Exercise 6.3 – A building that has changed its purpose
Derek looked around at the mass of primary colours – blue and red rope climbing nets, multi-coloured balls, red squashy plastic shapes with children slithering over them, yelling at ear-piercing volume.
Yet he swore he could still smell the disinfectant, and hear the clatter of the dinner trolley.
Parents dodged past him, fielding toddlers, climbing with them into tunnels and hurtling down slides with their little treasure on their knee, shrieking, showing all their teeth. Would that treasure look after them when they were old, he thought. Old, dribbling, and shouting for their tea. He turned another corridor towards the bouncy castle, and stopped. It was down this corridor Emily had been. She had been quite sane really, almost normal. The corridor still had the same blue lino underneath the cheap chord carpet. He could see it at the edges, and remembered how it gleamed wet that evening, with the stench of disinfectant in his nostrils. He stood now, watching children leaping onto the orange and blue bouncy castle, listening to their shrieks above the drone of the air pump.
It was on this corridor that he found her body, her head at an ugly angle. These same walls – then faded beige, now custard-yellow – had been the only witness to what happened.
He felt a small hand tuck itself into his.
“Come on, Granddad!” Little Emma tugged his hand. “Come and see me on the slide!” Derek mentally disinfected the memories, and allowed himself to be pulled back into the joyful present that was his grand-daughter’s 3rd birthday party.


» Work item
Your answer is every line of the material below in which the string "Community" occurs.
* * * * * * *
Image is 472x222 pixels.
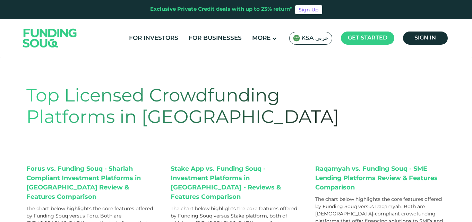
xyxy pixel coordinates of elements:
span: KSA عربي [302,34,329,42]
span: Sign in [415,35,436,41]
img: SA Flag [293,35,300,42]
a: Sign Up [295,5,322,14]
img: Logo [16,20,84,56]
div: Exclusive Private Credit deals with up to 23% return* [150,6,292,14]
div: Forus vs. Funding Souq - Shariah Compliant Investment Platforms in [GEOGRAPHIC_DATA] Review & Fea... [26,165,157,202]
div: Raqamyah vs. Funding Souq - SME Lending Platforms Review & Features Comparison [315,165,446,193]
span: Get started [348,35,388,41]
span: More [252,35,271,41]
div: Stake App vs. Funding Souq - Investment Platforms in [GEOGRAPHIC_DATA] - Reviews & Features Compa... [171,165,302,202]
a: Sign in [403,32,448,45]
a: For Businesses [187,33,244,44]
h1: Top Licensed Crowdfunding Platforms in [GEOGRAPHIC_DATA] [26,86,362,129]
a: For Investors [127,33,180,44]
* * * * * * *
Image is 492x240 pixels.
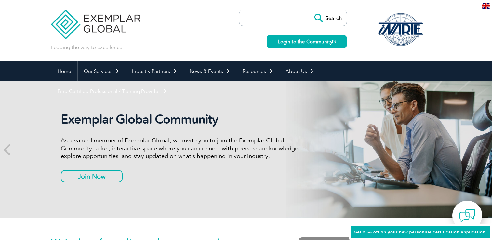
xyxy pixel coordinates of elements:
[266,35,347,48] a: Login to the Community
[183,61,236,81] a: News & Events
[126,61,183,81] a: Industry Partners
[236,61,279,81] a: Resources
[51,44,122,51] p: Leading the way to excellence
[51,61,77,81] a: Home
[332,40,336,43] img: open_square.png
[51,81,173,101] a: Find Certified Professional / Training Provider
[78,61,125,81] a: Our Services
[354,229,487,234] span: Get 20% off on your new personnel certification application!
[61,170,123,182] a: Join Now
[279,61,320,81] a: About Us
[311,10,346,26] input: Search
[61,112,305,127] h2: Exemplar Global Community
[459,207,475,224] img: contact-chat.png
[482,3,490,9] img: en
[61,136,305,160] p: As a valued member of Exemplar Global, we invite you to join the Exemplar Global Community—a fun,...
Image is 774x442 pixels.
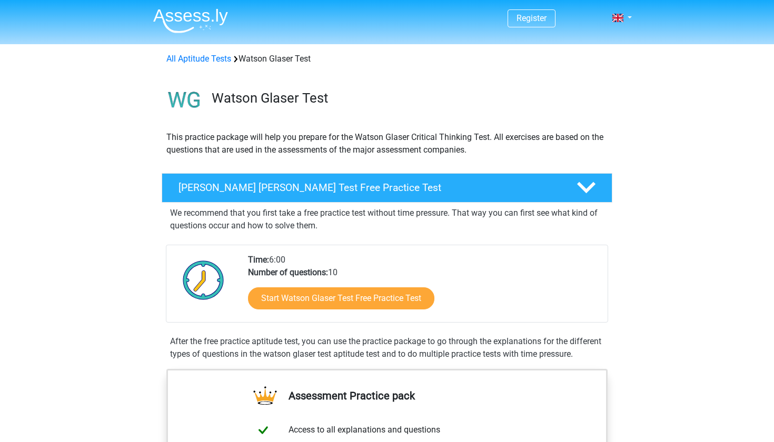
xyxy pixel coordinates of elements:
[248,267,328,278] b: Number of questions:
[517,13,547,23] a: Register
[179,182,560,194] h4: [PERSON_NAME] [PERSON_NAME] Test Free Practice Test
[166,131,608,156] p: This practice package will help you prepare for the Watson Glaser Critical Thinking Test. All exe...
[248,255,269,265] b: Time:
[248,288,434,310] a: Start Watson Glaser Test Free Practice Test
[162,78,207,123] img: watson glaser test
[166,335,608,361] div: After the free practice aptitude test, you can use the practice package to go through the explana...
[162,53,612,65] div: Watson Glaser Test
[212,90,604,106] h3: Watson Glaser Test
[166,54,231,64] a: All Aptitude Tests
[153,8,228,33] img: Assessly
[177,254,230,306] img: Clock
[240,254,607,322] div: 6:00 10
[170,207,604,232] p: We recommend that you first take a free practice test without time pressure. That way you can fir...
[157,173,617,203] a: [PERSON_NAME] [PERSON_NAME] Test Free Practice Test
* * * * * * *
» Your response
[266,35,347,48] a: Login to the Community
[61,112,305,127] h2: Exemplar Global Community
[61,136,305,160] p: As a valued member of Exemplar Global, we invite you to join the Exemplar Global Community—a fun,...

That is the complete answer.